Tang Z, Huang Y, Hu S, Shen T, Meng M, Xue T, Jia Z

pubmed logopapersSep 1 2025
Acute aortic dissection (AD) is a life threatening condition that poses considerable challenges for timely diagnosis. Non-contrast computed tomography (CT) is frequently used to diagnose AD in certain clinical settings, but its diagnostic accuracy can vary among radiologists. This study aimed to develop and validate an interpretable YOLOv8 deep learning model based on non-contrast CT to detect AD. This retrospective study included patients from five institutions, divided into training, internal validation, and external validation cohorts. The YOLOv8 deep learning model was trained on annotated non-contrast CT images. Its performance was evaluated using area under the curve (AUC), sensitivity, specificity, and inference time compared with findings from vascular interventional radiologists, general radiologists, and radiology residents. In addition, gradient weighted class activation mapping (Grad-CAM) saliency map analysis was performed. A total of 1 138 CT scans were assessed (569 with AD, 569 controls). The YOLOv8s model achieved an AUC of 0.964 (95% confidence interval [CI] 0.939 - 0.988) in the internal validation cohort and 0.970 (95% CI 0.946 - 0.990) in the external validation cohort. In the external validation cohort, the performance of the three groups of radiologists in detecting AD was inferior to that of the YOLOv8s model. The model's sensitivity (0.976) was slightly higher than that of vascular interventional specialists (0.965; p = .18), and its specificity (0.935) was superior to that of general radiologists (0.835; p < .001). The model's inference time was 3.47 seconds, statistically significantly shorter than the radiologists' mean interpretation time of 25.32 seconds (p < .001). Grad-CAM analysis confirmed that the model focused on anatomically and clinically relevant regions, supporting its interpretability. The YOLOv8s deep learning model reliably detected AD on non-contrast CT and outperformed radiologists, particularly in time efficiency and diagnostic accuracy. Its implementation could enhance AD screening in specific settings, support clinical decision making, and improve diagnostic quality.

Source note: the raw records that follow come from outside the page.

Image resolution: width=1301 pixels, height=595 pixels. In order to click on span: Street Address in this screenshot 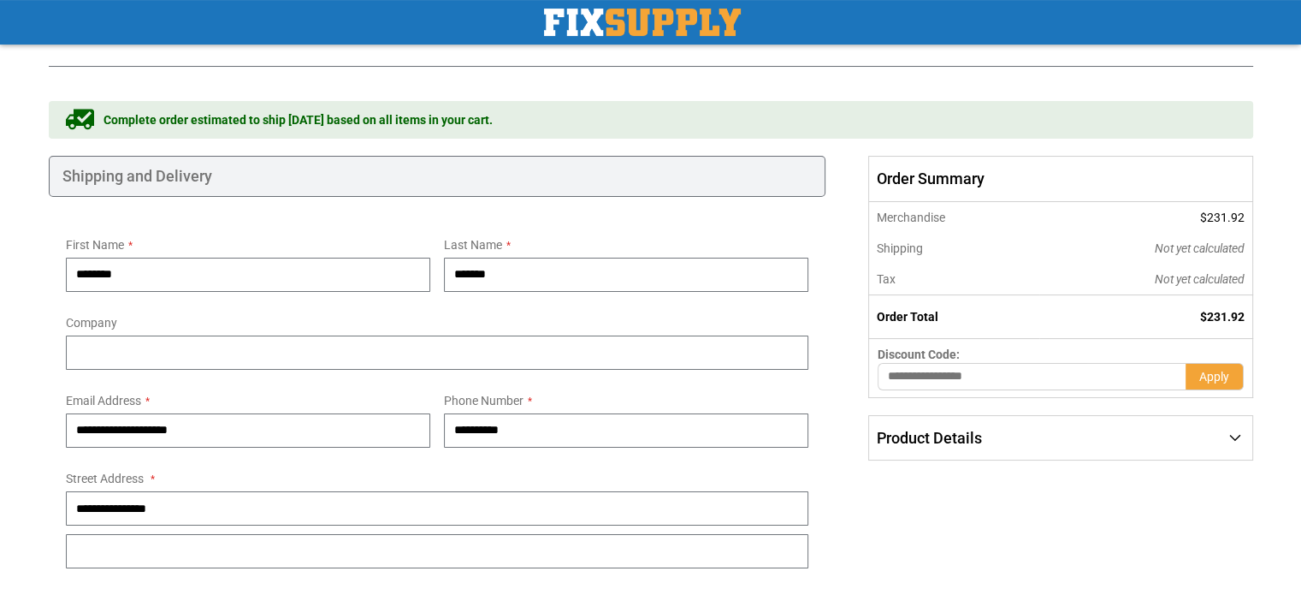, I will do `click(104, 478)`.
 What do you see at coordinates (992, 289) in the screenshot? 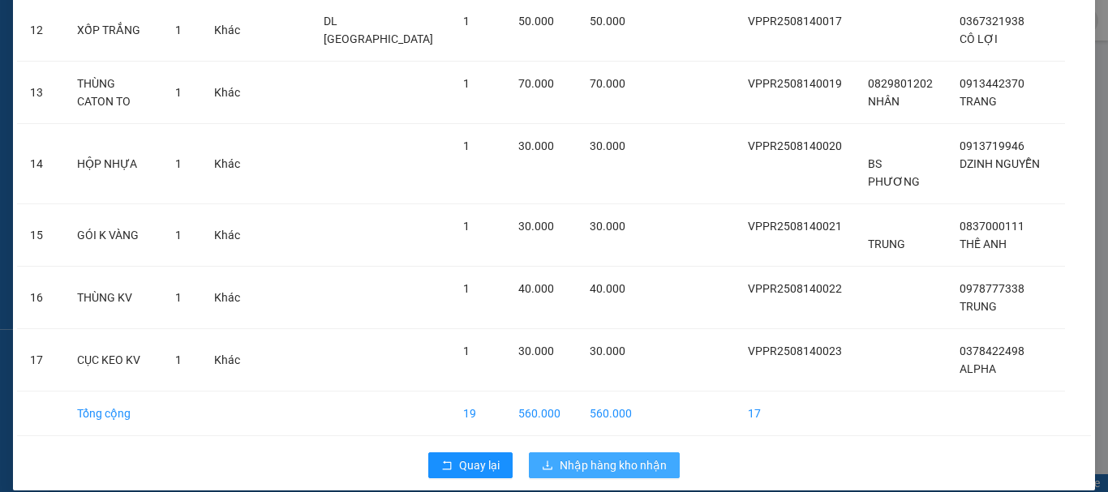
I see `span: 0978777338` at bounding box center [992, 289].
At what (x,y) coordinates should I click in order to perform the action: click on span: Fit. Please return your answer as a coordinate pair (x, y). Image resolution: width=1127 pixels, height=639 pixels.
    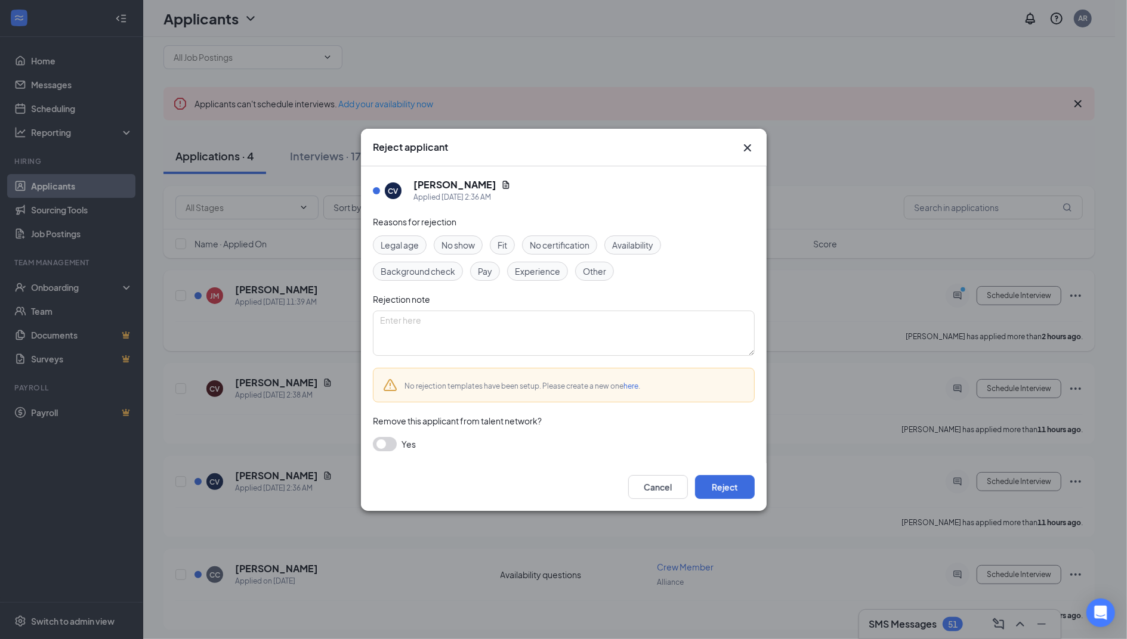
    Looking at the image, I should click on (502, 245).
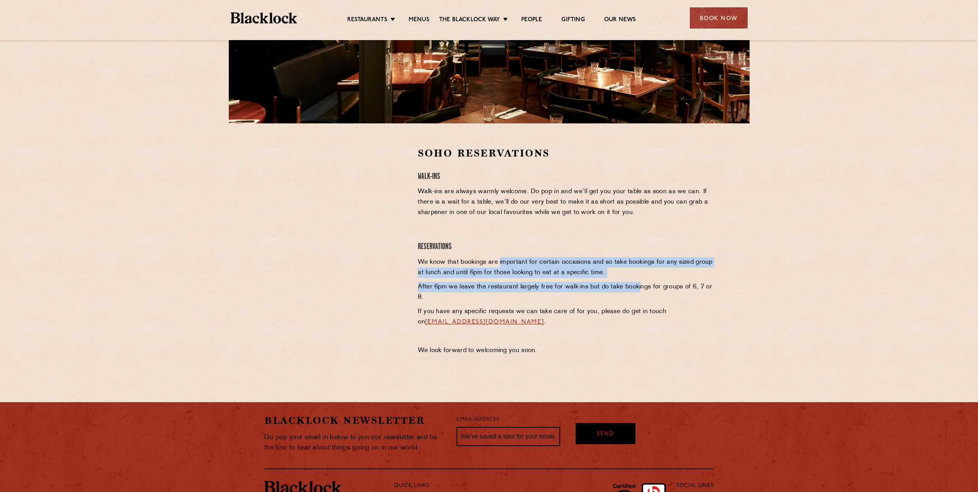  I want to click on input: We’ve saved a spot for your email..., so click(508, 437).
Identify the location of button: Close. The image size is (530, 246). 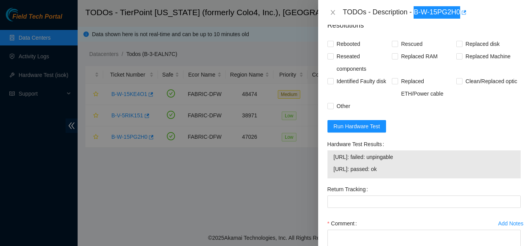
(333, 12).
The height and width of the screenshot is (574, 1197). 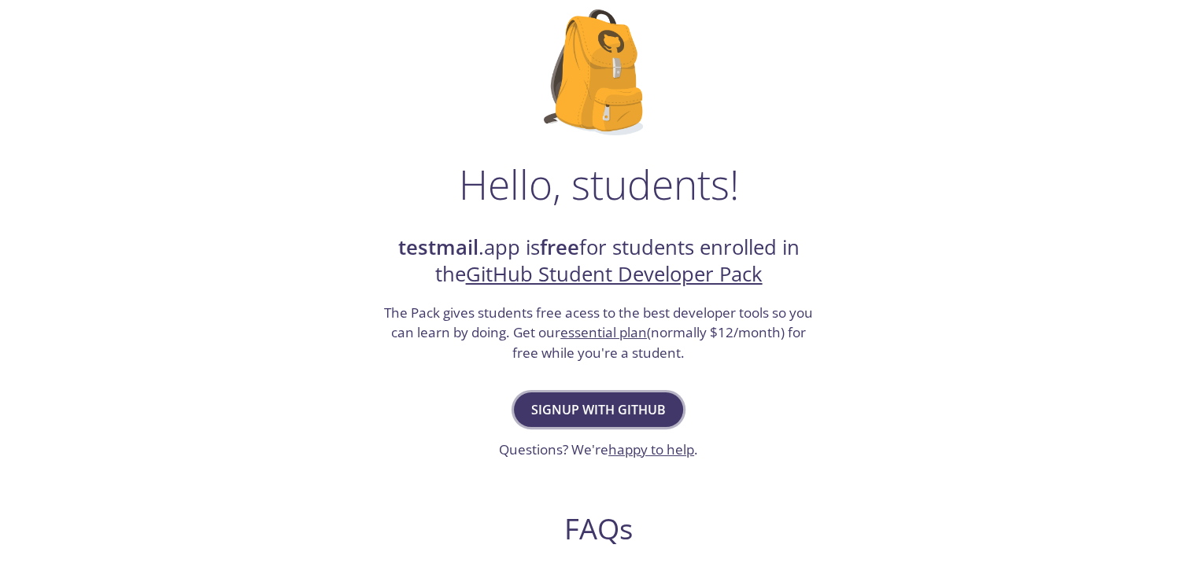 I want to click on h1: Hello, students!, so click(x=599, y=184).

Deep Learning-Based Multimodal Prediction of NAC Response in LARC by Integrating MRI and Proteomics.

Li Y, Ding J, Du F, Wang Z, Liu Z, Liu Y, Zhou Y, Zhang Q

pubmed logopapersSep 1 2025
Locally advanced rectal cancer (LARC) exhibits significant heterogeneity in response to neoadjuvant chemotherapy (NAC), with poor responders facing delayed treatment and unnecessary toxicity. Although MRI provides spatial pathophysiological information and proteomics reveals molecular mechanisms, current single-modal approaches cannot integrate these complementary perspectives, resulting in limited predictive accuracy and biological insight. This retrospective study developed a multimodal deep learning framework using a cohort of 274 LARC patients treated with NAC (2012-2021). Graph neural networks analyzed proteomic profiles from FFPE tissues, incorporating KEGG/GO pathways and PPI networks, while a spatially enhanced 3D ResNet152 processed T2WI. A LightGBM classifier integrated both modalities with clinical features using zero-imputation for missing data. Model performance was assessed through AUC-ROC, decision curve analysis, and interpretability techniques (SHAP and Grad-CAM). The integrated model achieved superior NAC response prediction (test AUC 0.828, sensitivity 0.875, specificity 0.750), significantly outperforming single-modal approaches (MRI ΔAUC +0.109; proteomics ΔAUC +0.125). SHAP analysis revealed MRI-derived features contributed 57.7% of predictive power, primarily through peritumoral stromal heterogeneity quantification. Proteomics identified 10 key chemoresistance proteins, including CYBA, GUSB, ATP6AP2, DYNC1I2, DAD1, ACOX1, COPG1, FBP1, DHRS7, and SSR3. Decision curve analysis confirmed clinical utility across threshold probabilities (0-0.75). Our study established a novel MRI-proteomics integration framework for NAC response prediction, with MRI defining spatial resistance patterns and proteomics deciphering molecular drivers, enabling early organ preservation strategies. The zero-imputation design ensured deplorability in diverse clinical settings.